This post is the fourth in a series based on my soon-to-be published book, The History & Future of Medical Technology. Each week I’ll present highlights from one of thirteen chapters.
Reverse Engineering the Human Body
Companies often use reverse engineering to keep pace with competitors. Instead of copying products, which would likely violate patents, engineers figure out how to imitate the competitors’ products. Reverse engineering is likewise a powerful tool for medicine, because while restoring even partial function can be immediately beneficial, it may be a long time before we understand the underlying natural processes well enough to recreate them.
Through the process of reverse engineering, biomedical engineers are learning how to alleviate pain, prevent seizures, repair the senses, restore involuntary muscle function, and re-enable voluntary muscle function.
Many great inventions were the result of reverse engineering: the battery, artificial pacemakers, and implantable cardiac defibrillators are good examples, all of which involved bioelectricity.
Reverse engineering is a two-step process. This first step is to acquire an accurate and reliable understanding of the target’s external behavior. The second step is to design and construct a device that behaves similarly. (An important exception: an implantable cardiac defibrillator does not behave like a heart’s electrical system, but restores a heart’s electrical system to its normal behavior.)
Chapter 4, “Human Electricity,” chronicles the first phase of the process, focusing on the development of electrocardiography and 3D cardiac mapping. It’s a fascinating bit of history. In essence, medical researchers discovered that the behavior of the heart’s electrical system could be monitored and analyzed based on electrical signals appearing on the surface of the skin.
The first electrocardiograph was actually a frog’s innervated gastrocnemius muscle as described
here. In 1856, Heinrich Muller and Rudolph von Kolliker used what became known as the rheoscopic frog to show that electric currents are produced during the heartbeat. The sciatic nerve of the rheoscopic frog was laid across the beating ventricle of another frog’s heart. They observed one and sometimes two contractions of the rheoscopic frog’s leg muscle with each beat. That’s right: The first electrocardiogram was displayed as a twitching frog muscle.
No one was going to lay a frog’s sciatic nerve across the beating ventricle of a human heart.
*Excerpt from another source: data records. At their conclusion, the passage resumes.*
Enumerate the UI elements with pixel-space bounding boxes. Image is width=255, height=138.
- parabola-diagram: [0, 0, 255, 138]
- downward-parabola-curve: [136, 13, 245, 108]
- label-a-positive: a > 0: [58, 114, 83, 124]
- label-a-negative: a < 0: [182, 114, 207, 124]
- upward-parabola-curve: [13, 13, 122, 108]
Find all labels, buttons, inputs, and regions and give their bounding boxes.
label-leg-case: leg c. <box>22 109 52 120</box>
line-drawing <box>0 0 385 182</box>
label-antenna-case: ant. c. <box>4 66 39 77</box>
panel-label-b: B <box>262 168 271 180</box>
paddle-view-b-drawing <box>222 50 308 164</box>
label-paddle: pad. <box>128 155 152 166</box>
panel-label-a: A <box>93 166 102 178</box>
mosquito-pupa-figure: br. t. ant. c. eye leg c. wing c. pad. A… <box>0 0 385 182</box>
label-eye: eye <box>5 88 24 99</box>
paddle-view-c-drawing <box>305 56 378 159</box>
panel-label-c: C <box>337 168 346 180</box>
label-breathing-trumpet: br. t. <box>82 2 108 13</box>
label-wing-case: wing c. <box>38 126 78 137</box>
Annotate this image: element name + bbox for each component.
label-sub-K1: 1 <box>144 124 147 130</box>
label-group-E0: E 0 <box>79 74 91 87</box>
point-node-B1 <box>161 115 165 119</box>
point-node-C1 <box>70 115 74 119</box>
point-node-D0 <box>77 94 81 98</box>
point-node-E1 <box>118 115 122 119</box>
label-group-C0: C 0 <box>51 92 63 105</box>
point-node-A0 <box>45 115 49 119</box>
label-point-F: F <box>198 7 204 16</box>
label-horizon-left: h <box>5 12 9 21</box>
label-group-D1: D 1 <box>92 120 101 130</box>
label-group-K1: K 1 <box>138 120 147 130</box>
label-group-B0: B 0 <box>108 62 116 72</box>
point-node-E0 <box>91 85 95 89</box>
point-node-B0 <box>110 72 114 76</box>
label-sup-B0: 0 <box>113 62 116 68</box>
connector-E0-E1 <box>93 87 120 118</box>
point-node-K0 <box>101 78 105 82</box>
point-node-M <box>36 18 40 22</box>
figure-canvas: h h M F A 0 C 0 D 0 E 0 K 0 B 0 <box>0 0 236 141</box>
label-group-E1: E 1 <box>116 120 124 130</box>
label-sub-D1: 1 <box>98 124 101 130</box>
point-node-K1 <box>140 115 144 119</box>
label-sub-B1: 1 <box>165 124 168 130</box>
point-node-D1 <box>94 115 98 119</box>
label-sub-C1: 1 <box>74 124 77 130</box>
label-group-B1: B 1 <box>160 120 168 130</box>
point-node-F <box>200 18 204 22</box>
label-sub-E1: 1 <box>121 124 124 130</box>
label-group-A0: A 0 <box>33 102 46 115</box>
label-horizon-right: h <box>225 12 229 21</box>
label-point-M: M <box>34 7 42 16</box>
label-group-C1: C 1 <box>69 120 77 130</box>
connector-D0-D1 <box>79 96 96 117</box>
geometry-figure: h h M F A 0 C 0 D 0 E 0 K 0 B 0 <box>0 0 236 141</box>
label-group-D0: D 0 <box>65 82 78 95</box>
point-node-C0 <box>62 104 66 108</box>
Needed was a device sufficiently sensitive and fast-responding to detect the signals generated by the heart’s natural pacemaker at points on the skin. Such a device, the capillary electrometer, was invented by Gabriel Lippmann in 1872. Lippmann placed mercury and then dilute sulfuric acid in a U-shaped glass tube. Inserting wires at either end, the interface between the mercury and sulfuric acid changed shape in response to tiny, fast-changing electrical currents.
William Einthoven showed that a mathematical correction had to be applied to the capillary electrometer tracing in order to get the actual electrocardiogram. Einthoven went on to develop an instrument that directly displayed the actual electrocardiogram: the string galvanometer. Einthoven also identified the segments in a normal electrocardiogram, labeling them
PQRST, and defined the standard electrocardiograph leads. Because his laboratory was about one mile from the nearest hospital, he even developed a way to acquire electrocardiograms over a phone line.
The electrocardiogram has become a standard diagnostic tool. It also helped guide development of artificial pacemakers and implantable cardiac defibrillators, as discussed in the next chapter.
In medicine, reverse engineering may be a waypoint rather than the final destination. With 3D cardiac mapping and ablation systems it’s sometimes possible to re-engineer the heart’s electrical system. Today, ablation is a common treatment for tachycardia (very rapid heart beat). Electrophysiologist Jason Jacobson at Northwest Memorial Hospital suggests that in the future we may use tissue engineering to treat heart block (very slow heart beat).